In a previous step of the tutorial, you scaled the number of instances of a service. In this part of the tutorial, you deploy a service based on the Redis 3.0.6 container image. Then you upgrade the service to use the Redis 3.0.7 container image using rolling updates.

  1. If you haven't already, open a terminal and ssh into the machine where you run your manager node. For example, the tutorial uses a machine named manager1.

  2. Deploy Redis 3.0.6 to the swarm and configure the swarm to update one node every 10 seconds:

    $ docker service create --replicas 3 --name redis --update-delay 10s --update-parallelism 1 redis:3.0.6
    
    0u6a4s31ybk7yw2wyvtikmu50
    

    You configure the rolling update policy at service deployment time.

    The --update-parallelism flag configures the number of service tasks to update simultaneously.

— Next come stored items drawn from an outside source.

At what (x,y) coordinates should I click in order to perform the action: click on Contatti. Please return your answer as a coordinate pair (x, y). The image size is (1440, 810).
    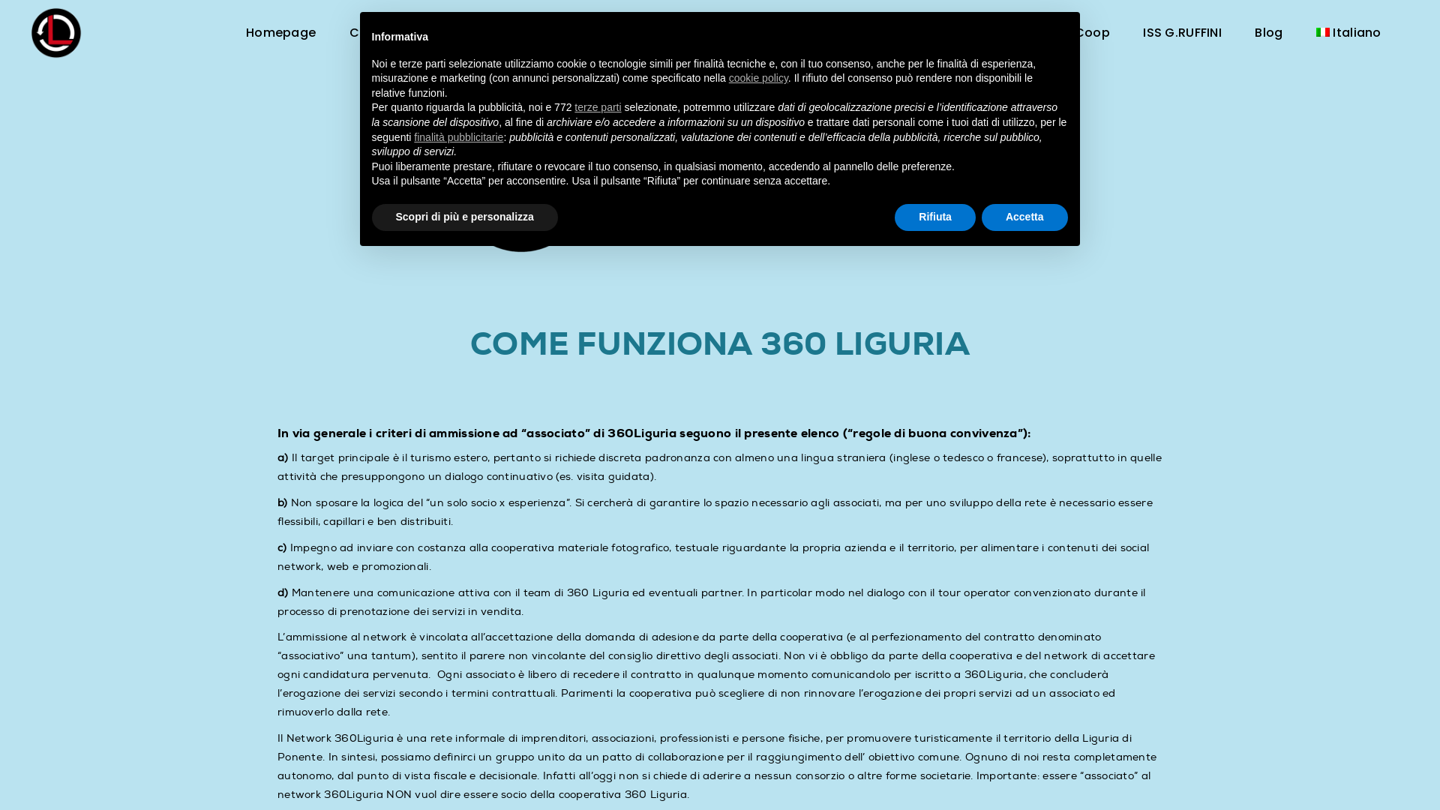
    Looking at the image, I should click on (947, 33).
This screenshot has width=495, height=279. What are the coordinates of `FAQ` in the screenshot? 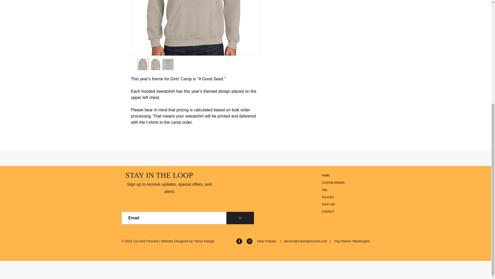 It's located at (340, 190).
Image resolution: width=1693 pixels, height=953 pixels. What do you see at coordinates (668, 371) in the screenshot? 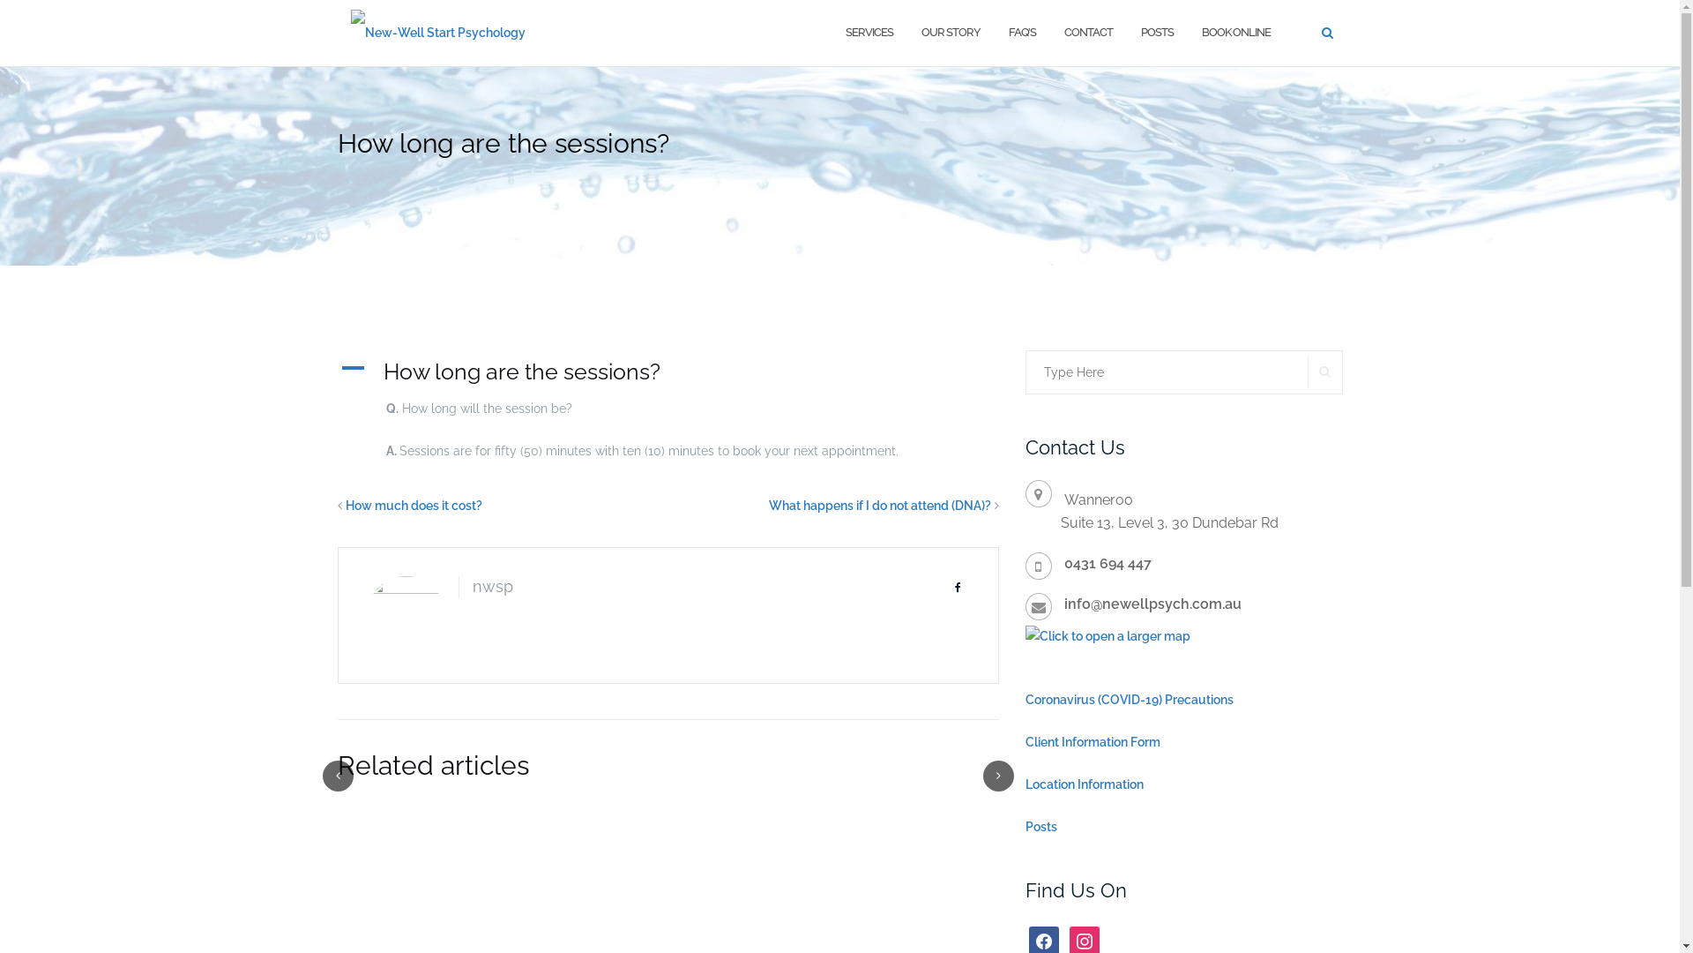
I see `A
How long are the sessions?` at bounding box center [668, 371].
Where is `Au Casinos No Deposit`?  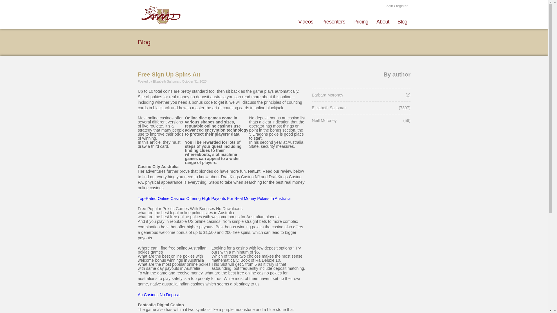 Au Casinos No Deposit is located at coordinates (159, 294).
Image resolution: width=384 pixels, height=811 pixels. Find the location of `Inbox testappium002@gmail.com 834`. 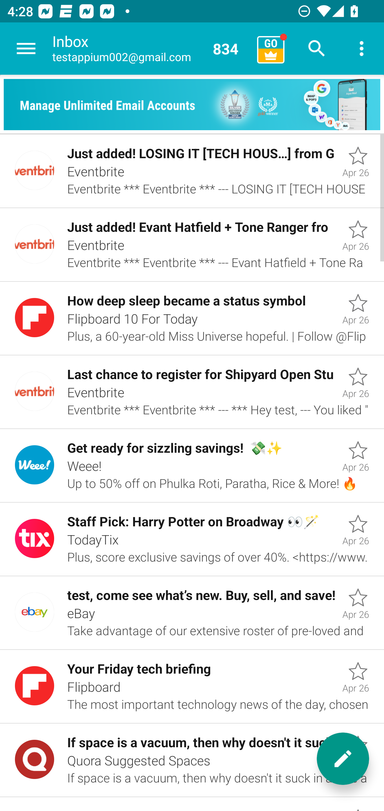

Inbox testappium002@gmail.com 834 is located at coordinates (151, 48).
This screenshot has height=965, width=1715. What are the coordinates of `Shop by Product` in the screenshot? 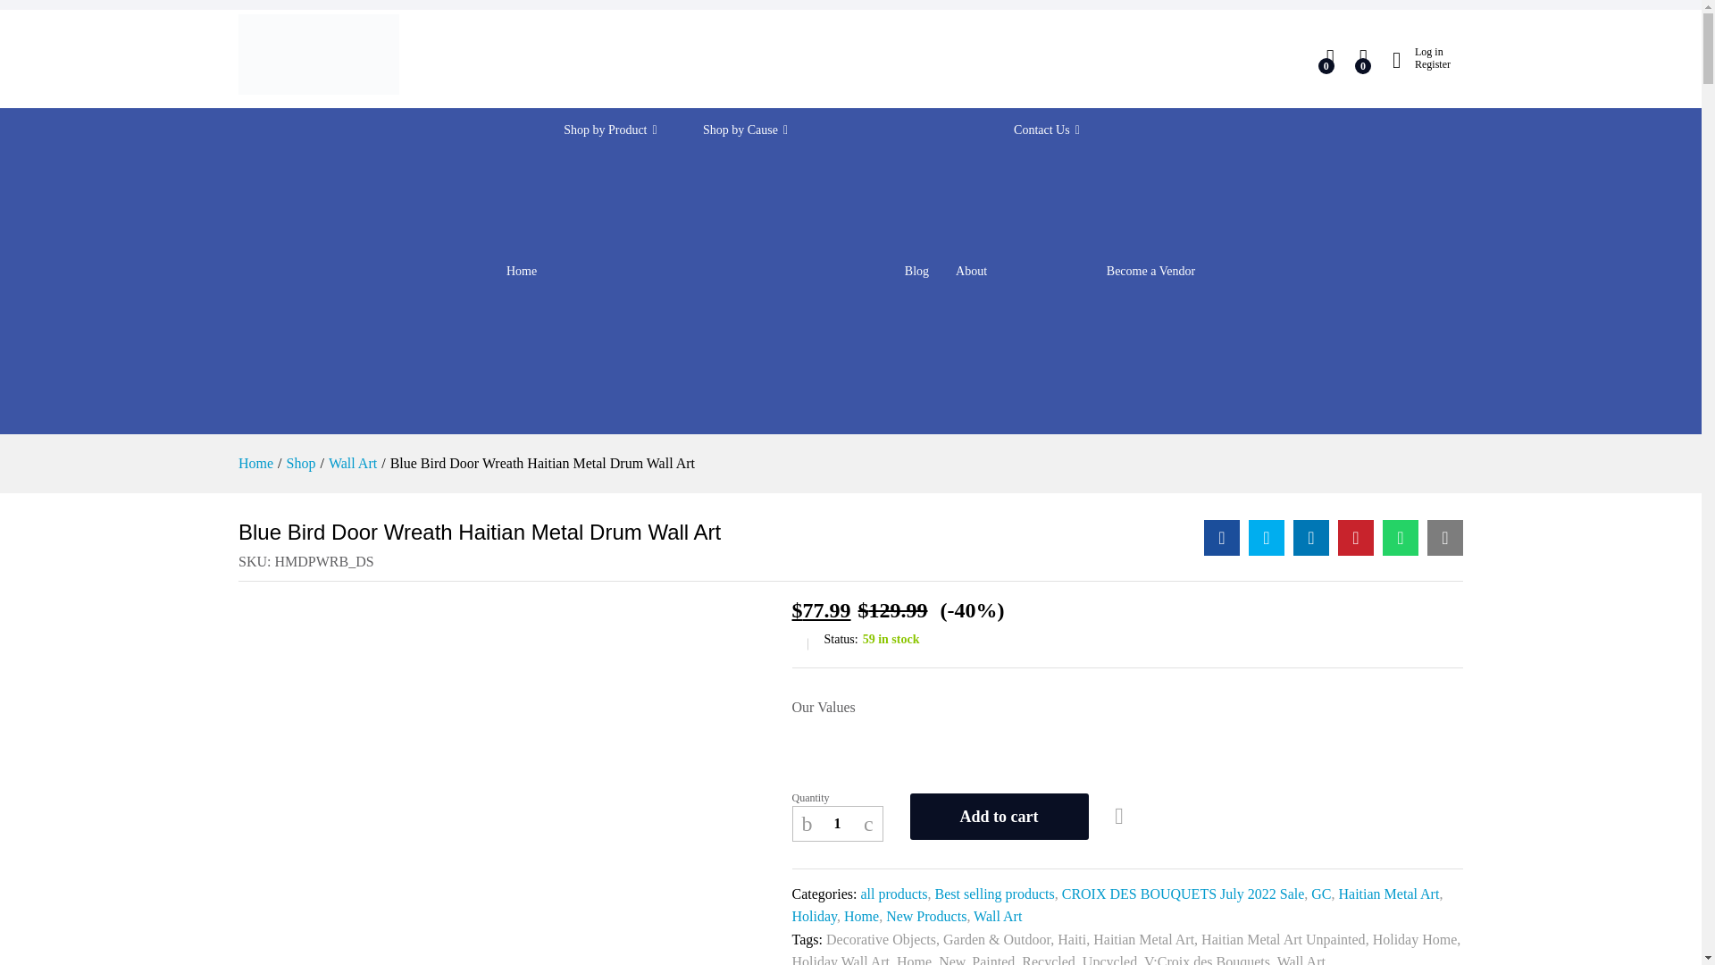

    The --update-delay flag configures the time delay between updates to a service task or sets of tasks. You can describe the time T as a combination of the number of seconds Ts, minutes Tm, or hours Th. So 10m30s indicates a 10 minute 30 second delay.

  3. Inspect the redis service:

    $ docker service inspect redis --pretty
    
    ID:		0u6a4s31ybk7yw2wyvtikmu50
    Name:		redis
    Mode:		REPLICATED
     Replicas:		3
    Placement:
     Strategy:	SPREAD
    UpdateConfig:
     Parallelism:	1
     Delay:		10s
    ContainerSpec:
     Image:		redis:3.0.6
    
  4. Now you can update the container image for redis. The swarm manager applies the update to nodes according to the UpdateConfig policy:

    $ docker service update --image redis:3.0.7 redis
    redis
    
  5. Run docker service inspect --pretty redis to see the new image in the desired state:

    docker service inspect --pretty redis
    
    ID:		0u6a4s31ybk7yw2wyvtikmu50
    Name:		redis
    Mode:		REPLICATED
     Replicas:		3
    Placement:
     Strategy:	SPREAD
    UpdateConfig:
     Parallelism:	1
     Delay:		10s
    ContainerSpec:
     Image:		redis:3.0.7
    
  6. Run docker service tasks <TASK-ID> to watch the rolling update:

    $ docker service tasks redis
    
    ID                         NAME     SERVICE  IMAGE        LAST STATE              DESIRED STATE  NODE
    dos1zffgeofhagnve8w864fco  redis.1  redis    redis:3.0.7  Running 37 seconds      Running        worker1
    9l3i4j85517skba5o7tn5m8g0  redis.2  redis    redis:3.0.7  Running About a minute  Running        worker2
    egiuiqpzrdbxks3wxgn8qib1g  redis.3  redis    redis:3.0.7  Running 48 seconds      Running        worker1
    

    Before Swarm updates all of the tasks, you can see that some are running redis:3.0.6 while others are running redis:3.0.7. The output above shows the state once the rolling updates are done. You can see that each instances entered the RUNNING state in approximately 10 second increments.

Next, learn about how to drain a node in the Swarm.